Foxcatcher (2014)

134 min. Director: Bennett Miller. Cast: Channing Tatum, Mark Ruffalo, Steve Carell, Vanessa Redgrave.

From the stranger-than-fiction department comes the true-crime story Foxcatcher, a disturbing meditation on madness enabled, by money, to run rampant. Adapted by screenwriters E. Max Frye (Something Wild) and Dan Futterman for director Bennett Miller (the latter two respectively an Oscar winner and nominee for Capote), Foxcatcher quietly but firmly interprets the disturbing story of millionaire John du Pont through bifocal lenses of American dreaming and the sexual fantasies made accessible by wealth.

The film's early scenes, set in 1987, establish Olympic gold medalist Mark Schultz (Channing Tatum) as a lonely, lost soul with an inferiority complex, feeling always in the shadow of his brother and fellow gold medalist Dave (Mark Ruffalo). When eccentric chemical-corporation heir du Pont comes calling on Mark, massaging his ego ("You're more than Dave Schultz's little brother...it's your time now") and offering monetary and moral support for upcoming World Championship and Olympic bids, Mark gets past his uneasiness. Though failing to convince his brother to do the same, Mark resettles on du Pont's Foxcatcher Farm in Pennsylvania, to train and anchor "Team Foxcatcher."

What then unfolds seems simultaneously inevitable and unpredictable, as du Pont's erratic behavior gradually reveals that he is not so much odd as dangerously unhinged. Du Pont wraps himself in the flag, but his goals are purely self-serving: to win the respect of his decaying, disapproving mother (Vanessa Redgrave) and his "stable" of brawny boytoys. The influence of "Mother" and du Pont's ornithological hobby unmistakeably evoke Psycho and its similarly sexually ambiguous madman.

Miller is careful both to keep the homoeroticism a palpable but implicit threat. While stopping shy of spelling out unambiguous advances or assaults, Miller and his actors accumulate details that paint du Pont as a sexual predator who arranges opportunity and takes every advantage he can, and Schultz, eventually, as an emotionally shut-down victim of abuse. (Miller also questionably elides du Pont's ultimate diagnosis of paranoid schizophrenia.)

Carell employs a fake nose, unsettlingly flat affect, weirdly cadaverous face, and druggy demeanor to disappear into his role, one that establishes he's capable of surprising new dimensions. Tatum, too, impresses, leading with his jaw and subtly tracing the emotional journey of sullen hulk Schultz, while Ruffalo matches him with typically keen, truthfully understated work. Along with Whiplash (also released by Sony Pictures Classics), Foxcatcher tops the year's films for detailed inhabitation of dysfunctional psychological dynamics.

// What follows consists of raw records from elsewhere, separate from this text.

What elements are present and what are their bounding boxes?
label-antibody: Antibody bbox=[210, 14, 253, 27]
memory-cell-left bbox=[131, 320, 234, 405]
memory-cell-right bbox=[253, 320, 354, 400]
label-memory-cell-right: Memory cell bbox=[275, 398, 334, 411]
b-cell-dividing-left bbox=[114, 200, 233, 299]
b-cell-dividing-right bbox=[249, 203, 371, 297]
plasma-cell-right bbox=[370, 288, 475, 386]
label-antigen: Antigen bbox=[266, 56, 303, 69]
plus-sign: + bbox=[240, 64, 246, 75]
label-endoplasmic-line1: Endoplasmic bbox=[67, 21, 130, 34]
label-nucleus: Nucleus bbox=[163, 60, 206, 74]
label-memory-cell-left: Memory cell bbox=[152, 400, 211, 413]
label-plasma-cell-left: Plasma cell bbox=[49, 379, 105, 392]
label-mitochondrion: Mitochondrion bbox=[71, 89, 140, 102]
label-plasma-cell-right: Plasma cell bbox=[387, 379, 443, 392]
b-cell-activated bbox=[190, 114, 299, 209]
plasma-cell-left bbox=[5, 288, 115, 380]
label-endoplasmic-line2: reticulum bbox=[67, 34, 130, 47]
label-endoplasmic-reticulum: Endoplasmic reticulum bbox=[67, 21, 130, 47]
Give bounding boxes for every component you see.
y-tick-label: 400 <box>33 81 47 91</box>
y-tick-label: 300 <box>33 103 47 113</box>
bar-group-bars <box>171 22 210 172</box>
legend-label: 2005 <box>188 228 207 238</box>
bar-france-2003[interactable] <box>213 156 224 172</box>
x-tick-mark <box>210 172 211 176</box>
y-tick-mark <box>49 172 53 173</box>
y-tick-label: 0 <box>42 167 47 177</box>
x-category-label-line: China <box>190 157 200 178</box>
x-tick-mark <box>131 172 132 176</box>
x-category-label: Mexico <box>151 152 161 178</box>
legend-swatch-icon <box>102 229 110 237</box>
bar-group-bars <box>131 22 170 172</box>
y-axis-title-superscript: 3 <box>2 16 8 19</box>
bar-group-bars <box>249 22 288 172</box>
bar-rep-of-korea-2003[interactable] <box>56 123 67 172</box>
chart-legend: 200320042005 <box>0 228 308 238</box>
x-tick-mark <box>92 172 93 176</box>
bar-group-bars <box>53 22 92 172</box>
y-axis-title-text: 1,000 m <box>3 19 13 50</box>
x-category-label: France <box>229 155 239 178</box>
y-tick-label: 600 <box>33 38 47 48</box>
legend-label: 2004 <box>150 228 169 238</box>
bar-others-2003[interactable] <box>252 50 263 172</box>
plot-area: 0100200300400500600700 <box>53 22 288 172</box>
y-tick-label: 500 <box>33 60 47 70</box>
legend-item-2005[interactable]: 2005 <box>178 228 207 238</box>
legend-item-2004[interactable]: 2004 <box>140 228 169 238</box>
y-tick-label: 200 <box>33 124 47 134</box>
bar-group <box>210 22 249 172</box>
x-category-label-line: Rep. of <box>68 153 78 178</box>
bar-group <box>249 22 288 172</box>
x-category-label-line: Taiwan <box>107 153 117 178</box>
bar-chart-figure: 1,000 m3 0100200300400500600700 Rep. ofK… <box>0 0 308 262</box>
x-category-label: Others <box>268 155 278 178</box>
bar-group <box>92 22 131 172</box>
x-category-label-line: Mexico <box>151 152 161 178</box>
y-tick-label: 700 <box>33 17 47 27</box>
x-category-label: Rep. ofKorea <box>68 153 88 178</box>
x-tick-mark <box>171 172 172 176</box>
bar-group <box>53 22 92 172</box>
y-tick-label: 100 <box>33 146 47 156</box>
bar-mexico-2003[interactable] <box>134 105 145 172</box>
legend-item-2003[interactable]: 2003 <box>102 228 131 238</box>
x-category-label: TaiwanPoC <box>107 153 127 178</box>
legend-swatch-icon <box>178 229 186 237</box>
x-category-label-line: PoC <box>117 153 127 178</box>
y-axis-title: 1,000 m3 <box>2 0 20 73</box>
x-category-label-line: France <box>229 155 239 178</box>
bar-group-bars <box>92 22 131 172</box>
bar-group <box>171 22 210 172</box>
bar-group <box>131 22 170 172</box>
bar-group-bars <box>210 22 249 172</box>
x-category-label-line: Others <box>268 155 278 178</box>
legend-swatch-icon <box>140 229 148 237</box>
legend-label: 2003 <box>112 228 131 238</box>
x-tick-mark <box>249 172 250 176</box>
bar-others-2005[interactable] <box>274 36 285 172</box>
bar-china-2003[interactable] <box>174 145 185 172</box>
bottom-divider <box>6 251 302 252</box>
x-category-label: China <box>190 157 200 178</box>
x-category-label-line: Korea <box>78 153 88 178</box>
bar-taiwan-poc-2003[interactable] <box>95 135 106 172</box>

Miller's austere aesthetic, natural-lighting scheme, and favoring of long takes build senses of reality and tension that allow the story to creep up on the audience, and the development of the film's themes—of the corrupting possibilities of money, the value of championship and the cost of achieving it, and the gulf that can form between "winning" and happiness—proves both understated and canny. These themes may not be uniquely American, but playing out in the shadow of Valley Forge, they certainly seem that way.